Robert jerked his head from his hands, startled to find that he was no longer alone, but, when he saw who it was that had interrupted his meditations, wonder and joy contended in his countenance.
"Lycabetta!" he cried; "Lycabetta, by the gods! Why is the priestess of love on these summits?"
Lycabetta had dropped on her knees at his feet in Oriental abasement, but her face was raised to his and her eyes were lamps of passion.
"Sire," she sighed. "If I disturb your Majesty's quiet, sign and I will retire."
Robert, bending to her, caught her by the shoulders, and, lifting her to her feet, kissed her mouth.
"No, no!" he cried. "Stay, fair priestess of the ungovernable flesh. What brought you here?"

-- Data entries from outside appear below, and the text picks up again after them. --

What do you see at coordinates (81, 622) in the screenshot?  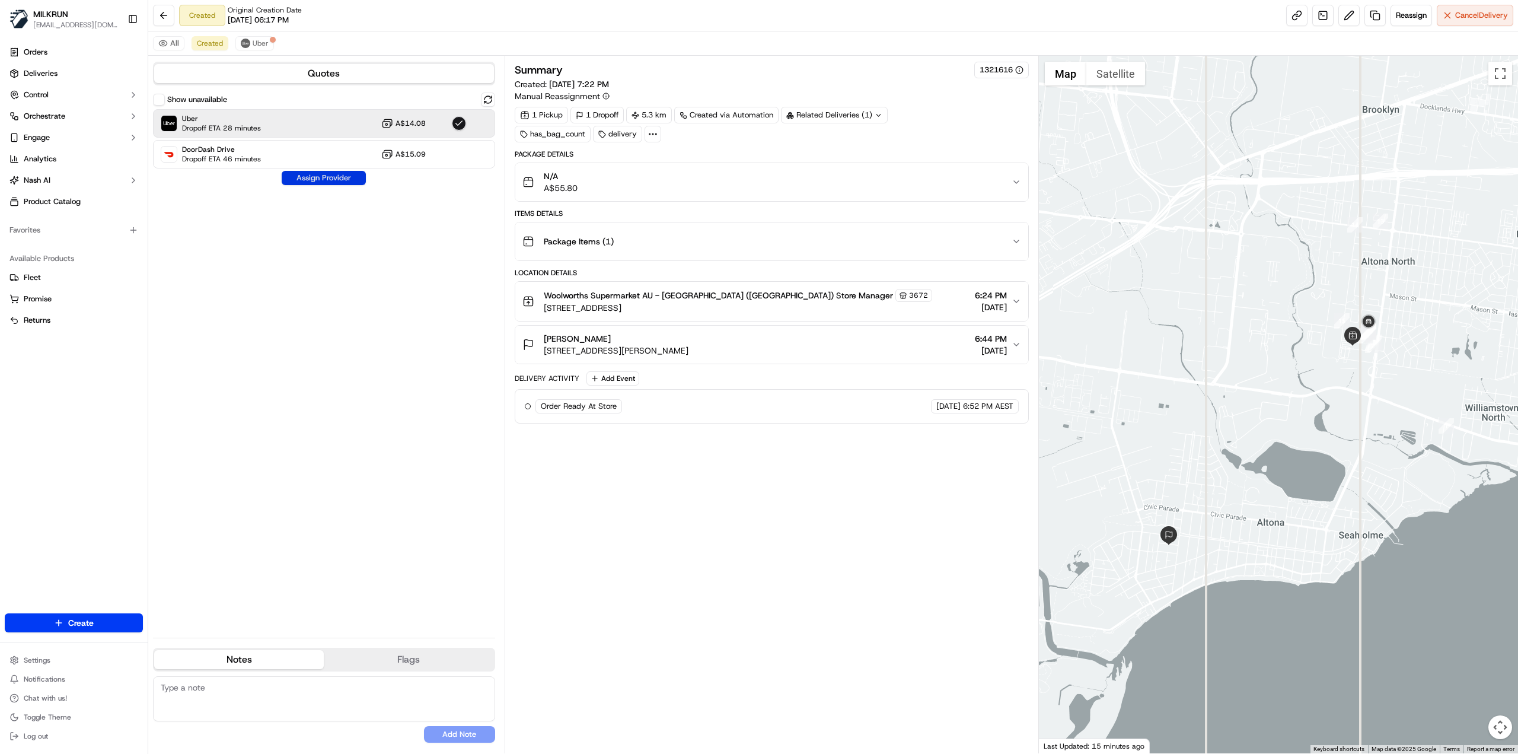 I see `span: Create` at bounding box center [81, 622].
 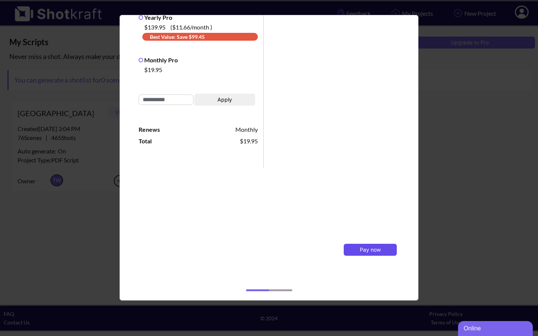 What do you see at coordinates (370, 250) in the screenshot?
I see `span: Pay now` at bounding box center [370, 250].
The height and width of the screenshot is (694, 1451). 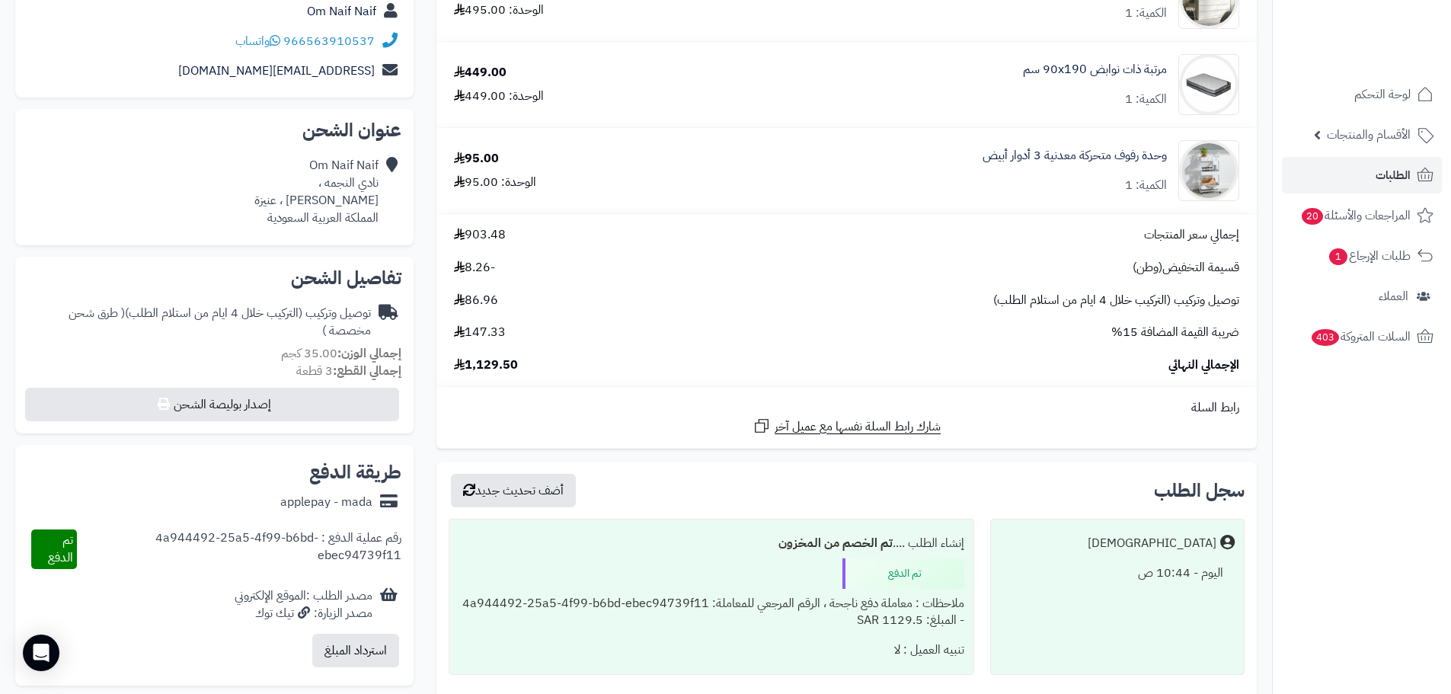 What do you see at coordinates (239, 549) in the screenshot?
I see `div: رقم عملية الدفع : 4a944492-25a5-4f99-b6bd-ebec94739f11` at bounding box center [239, 549].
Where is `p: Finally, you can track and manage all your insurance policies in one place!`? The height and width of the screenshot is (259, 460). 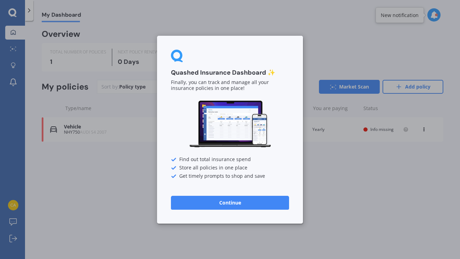
p: Finally, you can track and manage all your insurance policies in one place! is located at coordinates (230, 86).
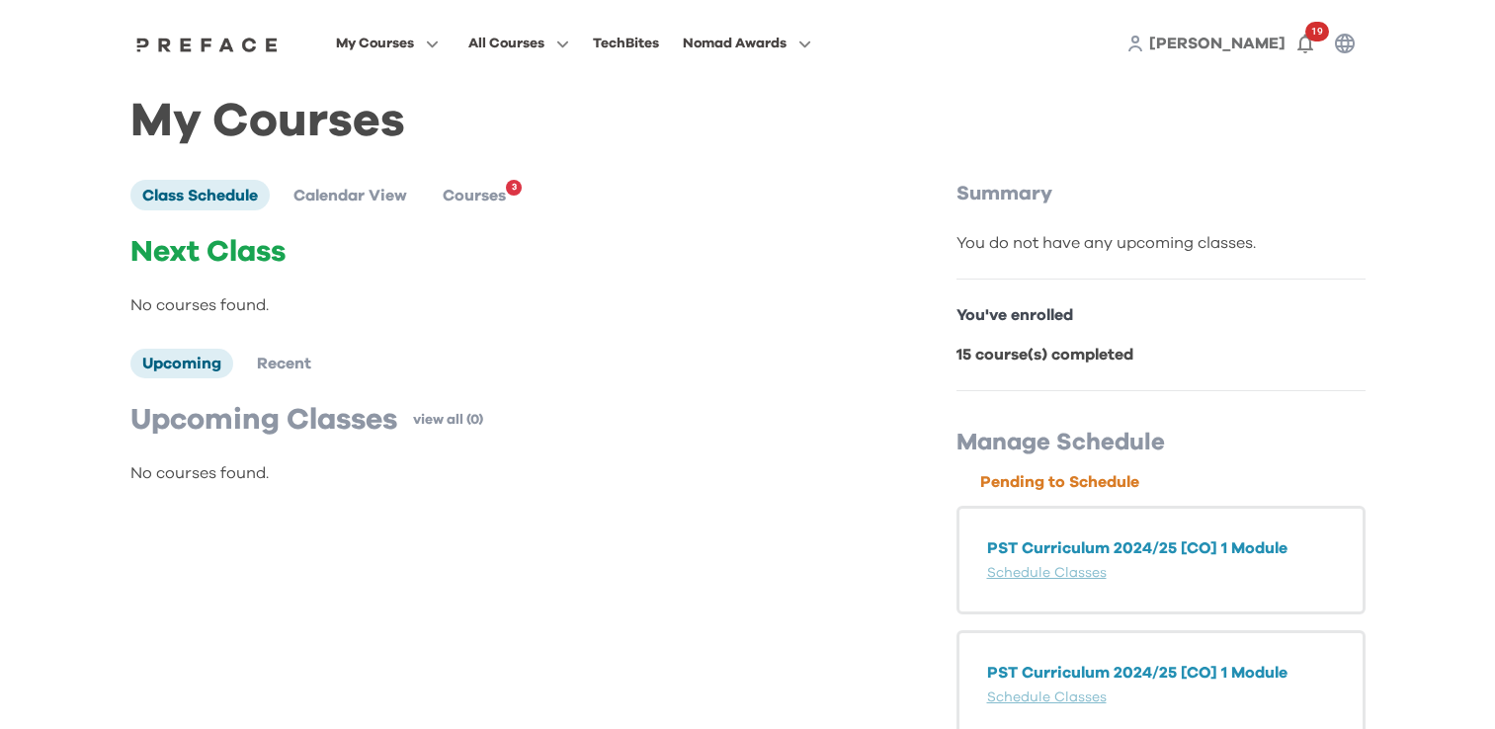 The width and height of the screenshot is (1495, 729). What do you see at coordinates (1161, 194) in the screenshot?
I see `p: Summary` at bounding box center [1161, 194].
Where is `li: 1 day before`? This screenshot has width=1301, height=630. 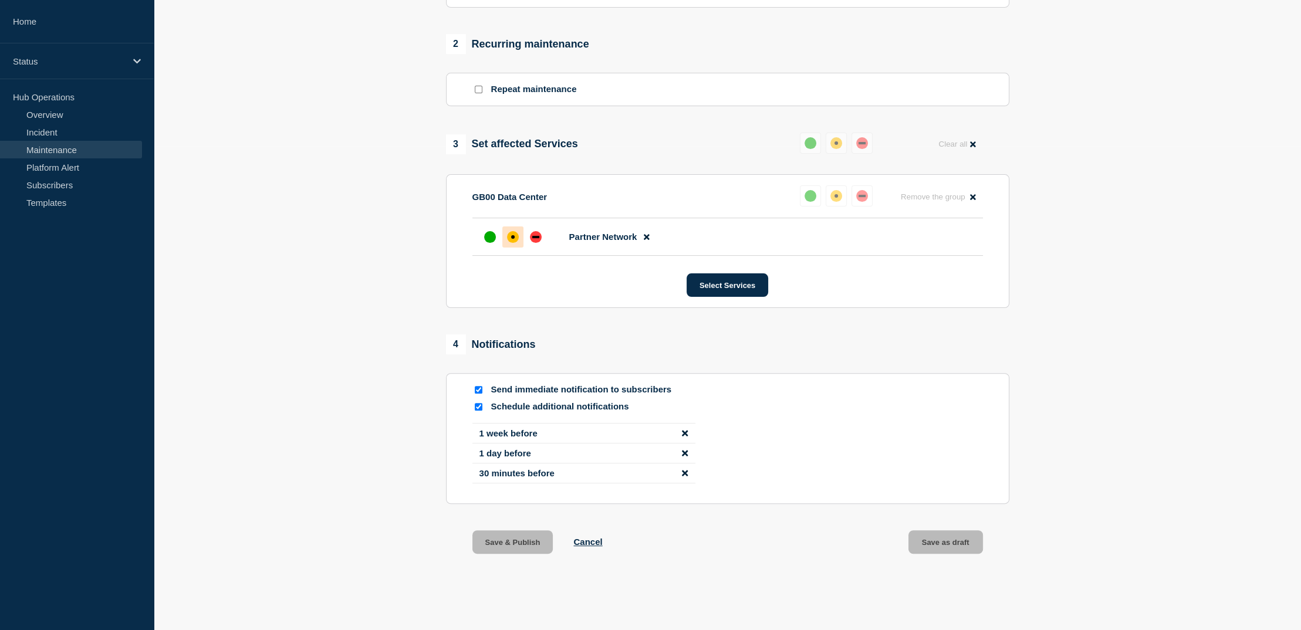 li: 1 day before is located at coordinates (584, 454).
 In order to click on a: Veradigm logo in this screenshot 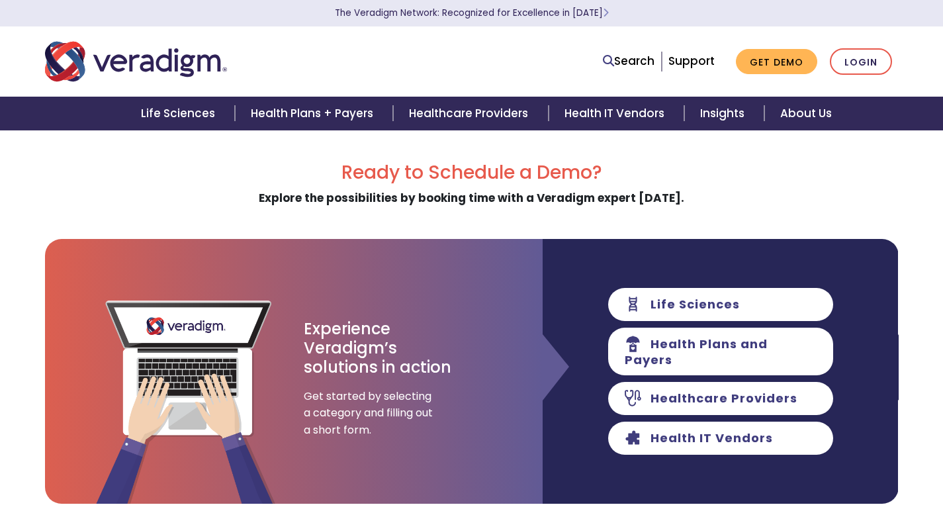, I will do `click(136, 62)`.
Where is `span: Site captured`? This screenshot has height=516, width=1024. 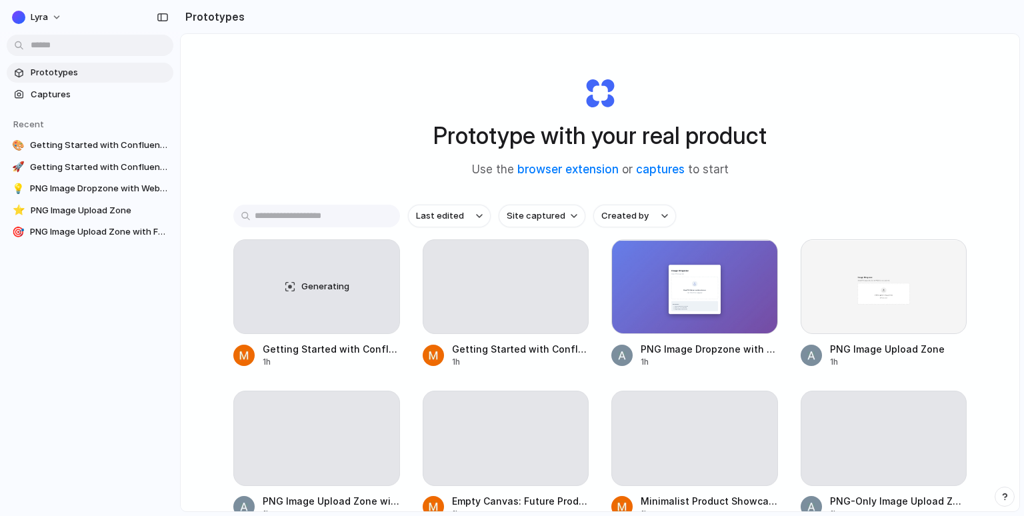 span: Site captured is located at coordinates (536, 216).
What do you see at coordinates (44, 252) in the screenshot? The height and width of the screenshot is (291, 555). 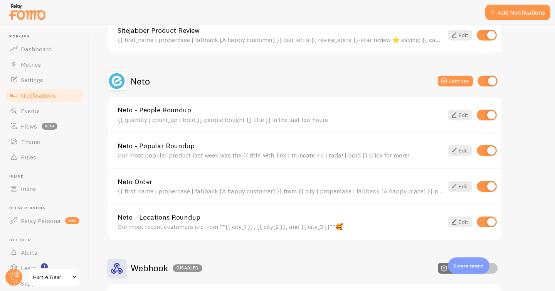 I see `a: Alerts` at bounding box center [44, 252].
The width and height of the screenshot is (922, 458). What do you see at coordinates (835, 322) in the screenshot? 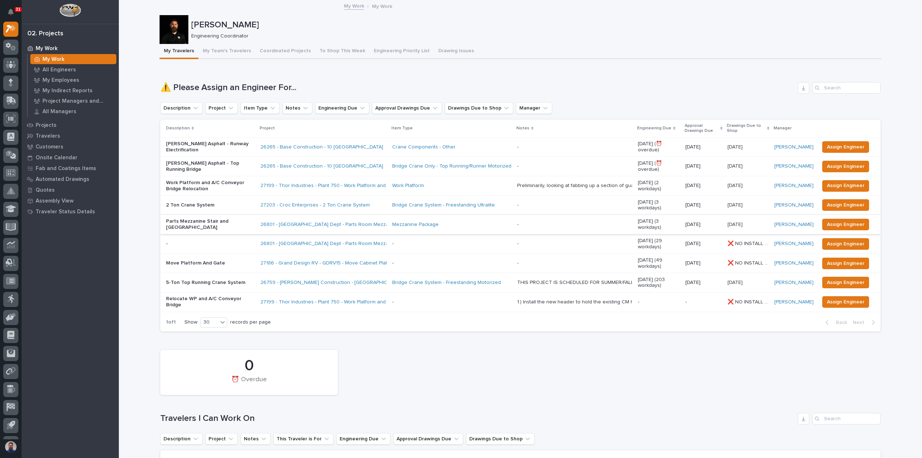
I see `button: Back` at bounding box center [835, 322].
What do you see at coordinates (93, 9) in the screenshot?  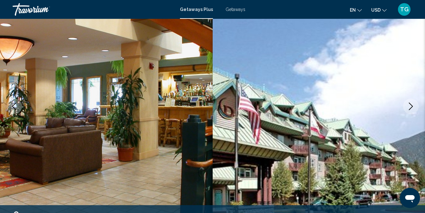 I see `a: Travorium` at bounding box center [93, 9].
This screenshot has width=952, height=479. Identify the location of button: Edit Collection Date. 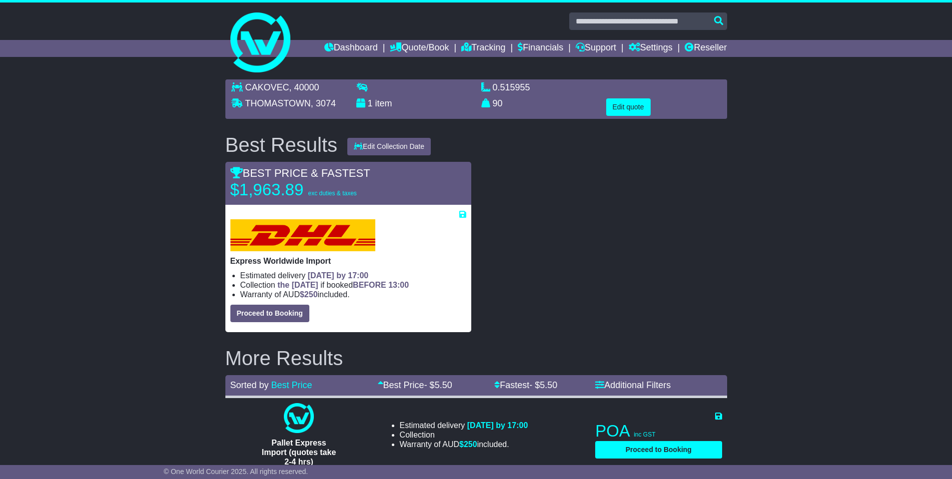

Lycabetta knitted her white fingers together beseechingly.
"Your Majesty is a most Christian king. Will you promise me your pardon if I confess to a pagan superstition?"
Robert kissed her again and laughed. Her trained senses knew the unreality of his kisses, of the words with which he answered her.
"Exquisite idol, I could pardon you much for the sake of your kisses. What bountiful wind has blown you to the height of this Sicilian hillock?"
Lycabetta answered him humbly, the false humility enhancing her exuberant beauty.
"When I and my women followed your Majesty from Naples--for what could such poor sunflowers as we are do without our sun?--I learned that on this hill there stood long ago a temple to Venus, very propitious to women of my kind, who came and prayed there. Your father suffered no daughters of delight to ply their trade in Syracuse, and so in gratitude for our happy restoration I came to kneel in the ancient, sacred dust. My litter bore me part of the way, till the path became too steep and I had even to climb like a peasant or abandon my purpose."
Robert smiled condescension.
"Dear goddess of exquisite desires, our piety has power to pardon your paganism. I am king over the pagan shrine as over the Christian altar. But, before I absolve you, I have a command to lay upon you." His smile became cruel as he spoke, for a scheme of revenge, exquisitely evil, possessed him.
"Your slave listens," Lycabetta said, lifting her hands to her jewelled forehead in sign of submission.
Robert flung his arm around her and drew her down beside him on the column.